See, where it caught me off guard - and this seems to be a thing lately - is with the amount of depth it had to provide. It wasn't just a "coming of age" story that I thought it was intended to be, no. There's a lot of introspective stuff that it'll bring up, as well as ties on family, respect, coping, hate, and even a little bit on romance. The part that's probably most impressive is that while it's doing it, it never feels like it's just preaching to the choir. It's there, it doesn't try to hide it, but it's never pushing it into your face like a child trying to fit the square peg in the round hole. It's handled in a mature fashion, even when some of the events that are shown on the screen have that distinct animated wacky silliness you'd at first expect.
Maybe it's just the mindset I went into this movie with, it's entirely possible - who can even think of all the small insignificant things and their larger crushing cousins that have a direct affect on us and how we perceive things. Maybe it's just the movie on it's own. Whatever the case, this thing will undoubtedly make you feel one way or the other. There are moments that are just doing their darnedest to rip some form of raw emotion out of you, and if you never experience it you may have just failed your Turing Test. Yeah, sure, some of the moments aren't quite as heart wrenching or effective at getting that smile out of you as others, but that can really be said of any movie - and by the halfway point this one has totally removed it's kiddie gloves while it's trying to punch those nerves.

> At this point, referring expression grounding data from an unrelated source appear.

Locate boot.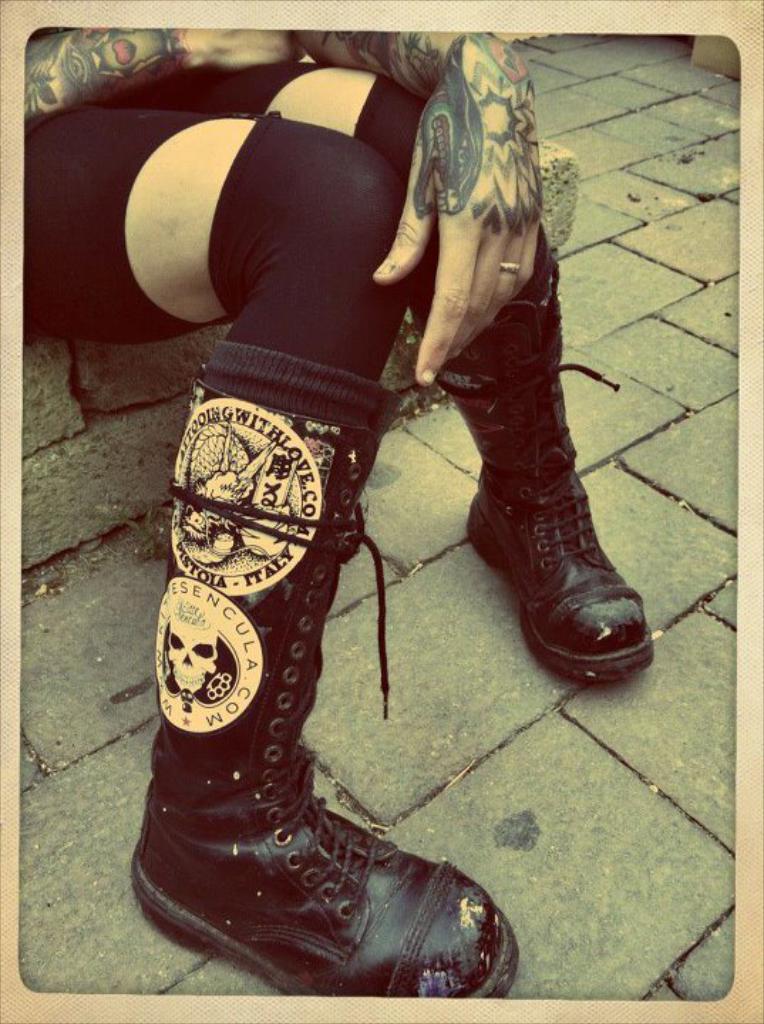
Bounding box: <region>428, 246, 666, 690</region>.
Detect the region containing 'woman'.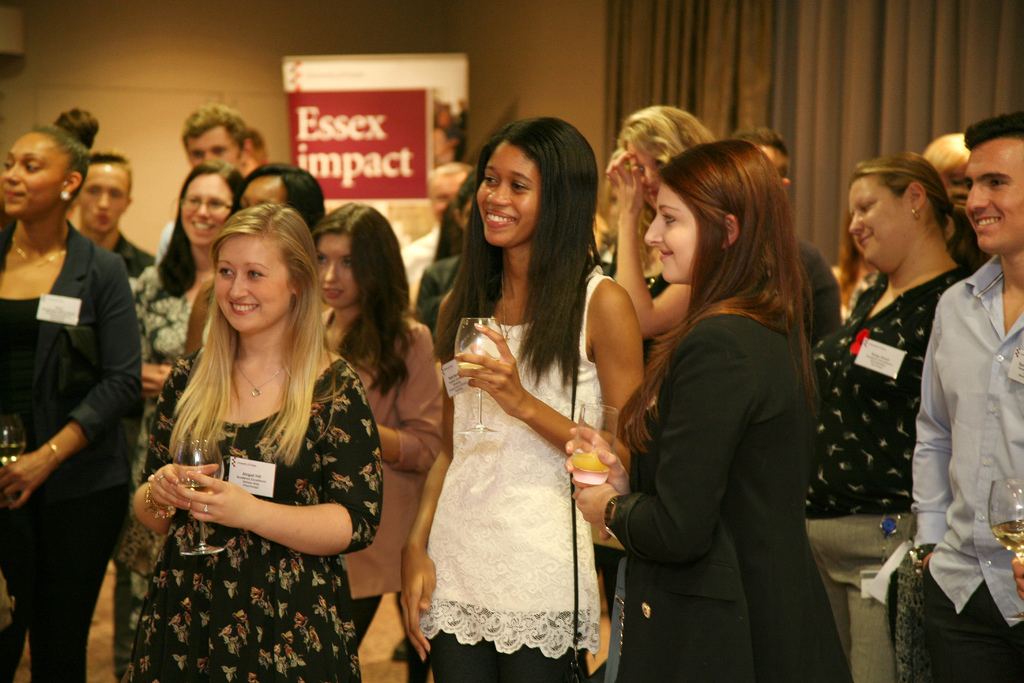
(127, 202, 380, 680).
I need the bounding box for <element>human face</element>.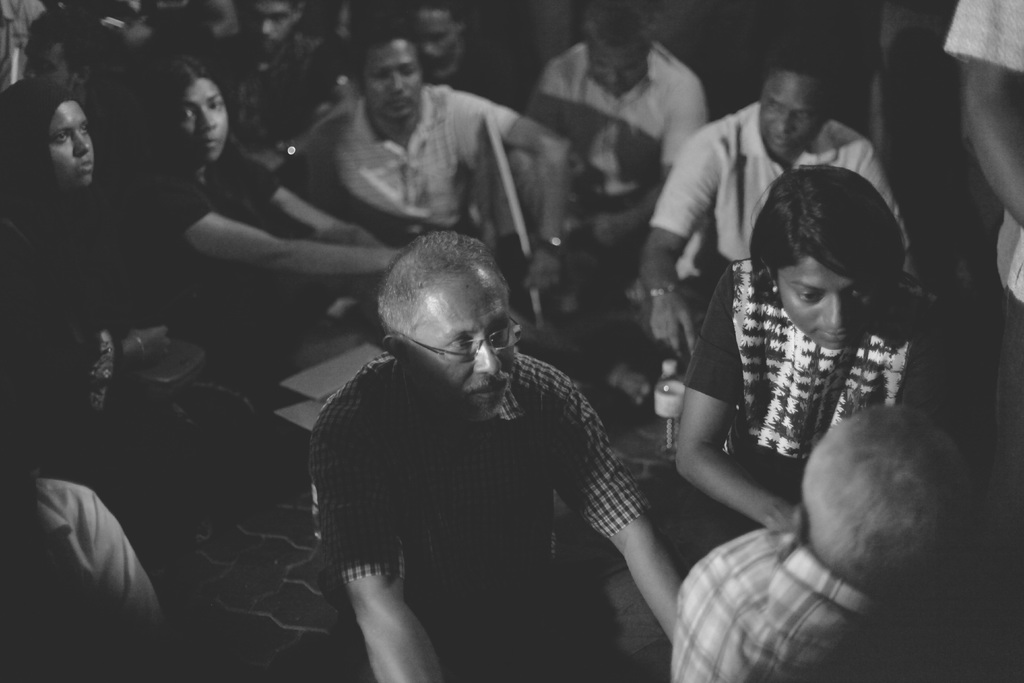
Here it is: 763 72 831 156.
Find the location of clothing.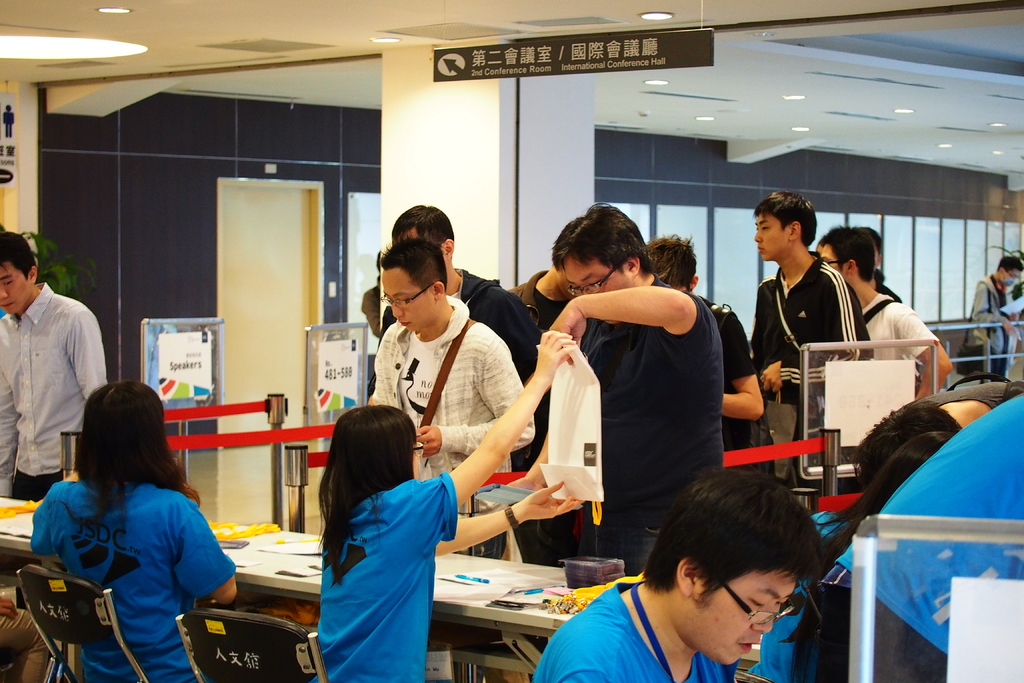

The movie isn't without it's lesser moments though. Some moments can really be seen coming from a mile away, either in exact detail or in execution. Sometimes a character can feel like it's a little annoying. When the gloves finally come off, it can feel almost shockingly sudden and in conflict with what you've already experienced. Even the basics of it feel as though I've probably seen it before - potentially even multiple times. With all of that being said though, this is still just a stunning flick, and admittedly I feel I'm going to eventually end up buying this one because I can totally see myself re-watching it later down the road. For a person who isn't usually super emotional unless you call a perpetual state of "being annoyed" emotional, this thing was attacking heartstrings like a thresher maw trapped in a small room coked up on the finest space LSD found in the universe. Heck, I'm not too man enough to admit that it was even successful once or twice at it either. Thus far, I'd have to say this is probably the best film I've seen this year and it would without a doubt set the bar a lot higher for future films I watch if I didn't reset the bar on every movie that isn't a sequel to something.